I would be less worried about code on this. What I would say is wire it that way, but then if you choose to move. get rid of one of those outlets. For some reason I feel like its not a violation in code, but whoever buys your house after you will not understand that.
 
i dont see a problem, but the city recognizes the load as if both things are being used at the same time, even if you will not. Same with gas lines. I have to provide enough gas to run your furnace, water heater, gas range, fireplace, bbq, and dryer if they were to all run at the same time. Like you would ever run all those at the same time

ah, i should have mentioned this. ccfoo, check out 625.40 of the code (2014 edition). the breaker serving the charging station needs to be rated for 125% of the rating of the charger PLUS the load from the brew panel. more than likely, this would exceed 30 amps. if you operate separately, not an inherent danger but technically a code violation.

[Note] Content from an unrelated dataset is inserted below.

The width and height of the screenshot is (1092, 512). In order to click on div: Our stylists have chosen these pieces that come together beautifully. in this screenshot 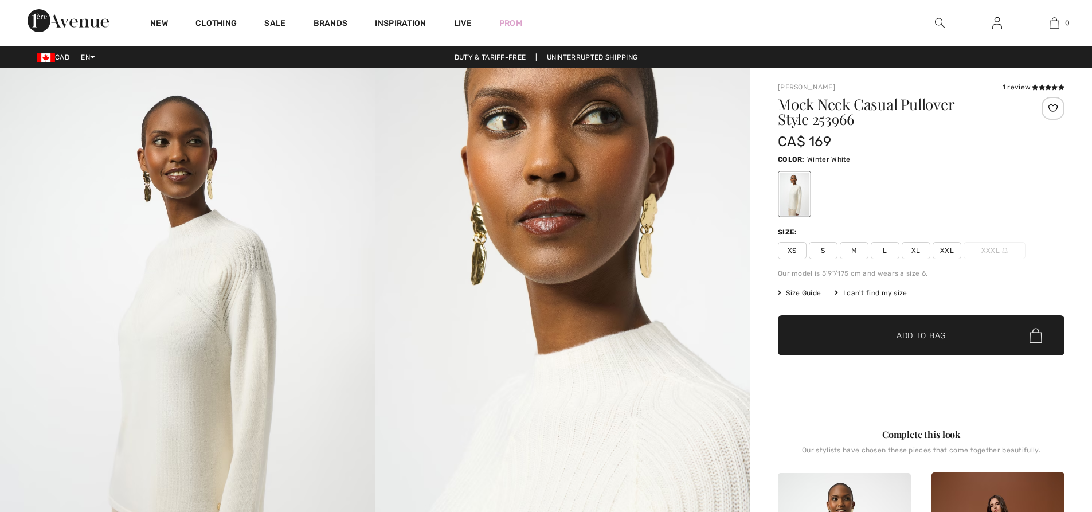, I will do `click(921, 455)`.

is this a 240v charger or 120v? a 30 amp circuit implies 240 volt...
 
I need to power an EVSE charger for my car as well as brew equipment. If I install a 30amp gfci breaker for brewing is it within code to also have an outlet for the charger on that circuit? I wouldn't be using them at the same time and I would only install one outlet but they have different plugs.

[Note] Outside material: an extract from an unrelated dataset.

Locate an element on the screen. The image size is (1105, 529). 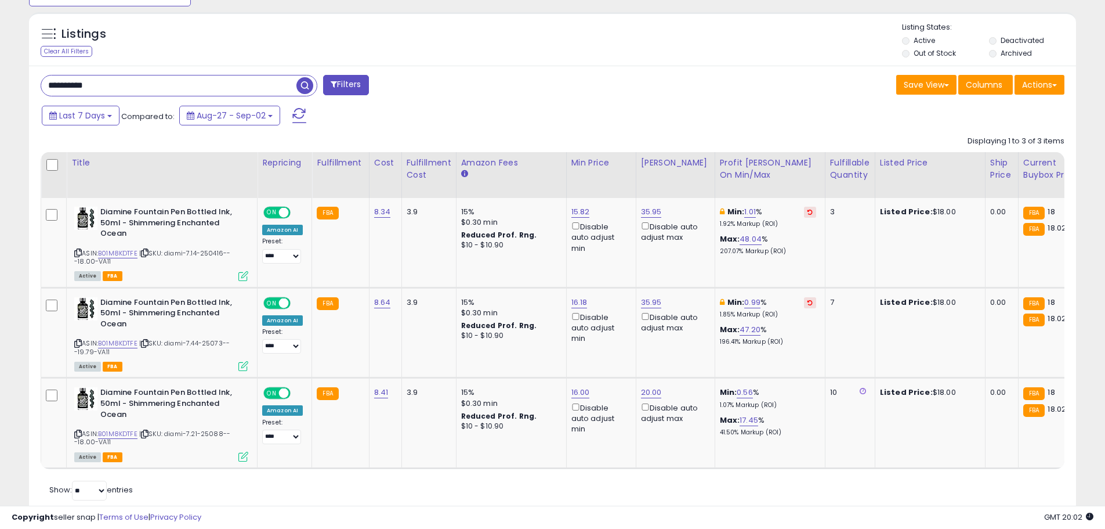
div: Repricing is located at coordinates (284, 162).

every house has tons of 15-20 amp outlets per circuit and thats code I cant see it being different with bigger amperage outlets.
 
I always though you could only load up a circuit for up to 80% ampacity. I might be wrong... so 30 amp = 24 amps... or was it 75%?
 
ah, i should have mentioned this. ccfoo, check out 625.40 of the code (2014 edition). the breaker serving the charging station needs to be rated for 125% of the rating of the charger PLUS the load from the brew panel. more than likely, this would exceed 30 amps. if you operate separately, not an inherent danger but technically a code violation.

is this a 240v charger or 120v? a 30 amp circuit implies 240 volt...

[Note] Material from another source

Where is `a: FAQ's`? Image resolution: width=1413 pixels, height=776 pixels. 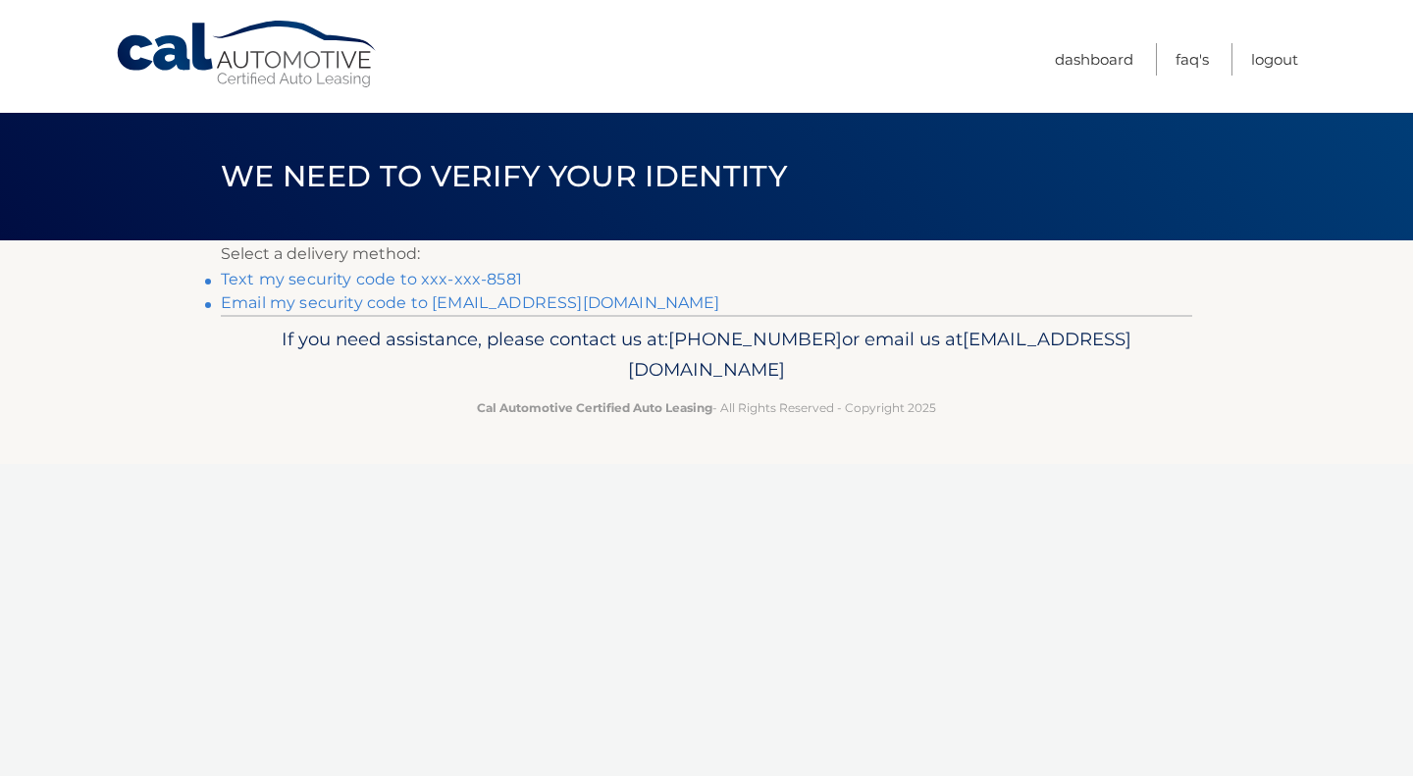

240v. Only 16 amps needed for the charger.

I'll probably just install two breakers. The EVSE breaker doesn't require gfci since the charger has it's own protection (I forget what it's called). And those breakers are cheap.
 
240v. Only 16 amps needed for the charger.

I'll probably just install two breakers. The EVSE breaker doesn't require gfci since the charger has it's own protection (I forget what it's called). And those breakers are cheap.

i would recommend this. It would suck to be const. resetting the breaker during brew day. I could see it happening if the charger is running at the same time
 
Or install one outlet and make a custom cord from male to that outlet to female of the other.
 
Maybe a silly question, but are you wiring the entire circuit or are you throwing a 30 amp breaker on an existing circuit with wire not rated for the breaker?
 
Maybe a silly question, but are you wiring the entire circuit or are you throwing a 30 amp breaker on an existing circuit with wire not rated for the breaker?

It would be all new wiring. My panel is in the garage so I don't have to run it very far. And I can't fit my car in the garage while I'm brewing so I definitely couldn't charge it at the same time.
 
and that was for a whole month. Your bill must be like 8 cents a month

:confused:

The cost of the gas itself is not the only cost. It is just the only cost they cannot profit from. In addition to there are service fees and delivery fees per decatherm.

Our bill averages about $100 a month and almost everything is gas. Minus the BBQ. ;) But we do use a LOT of gas. Fvcking dryer runs continuously.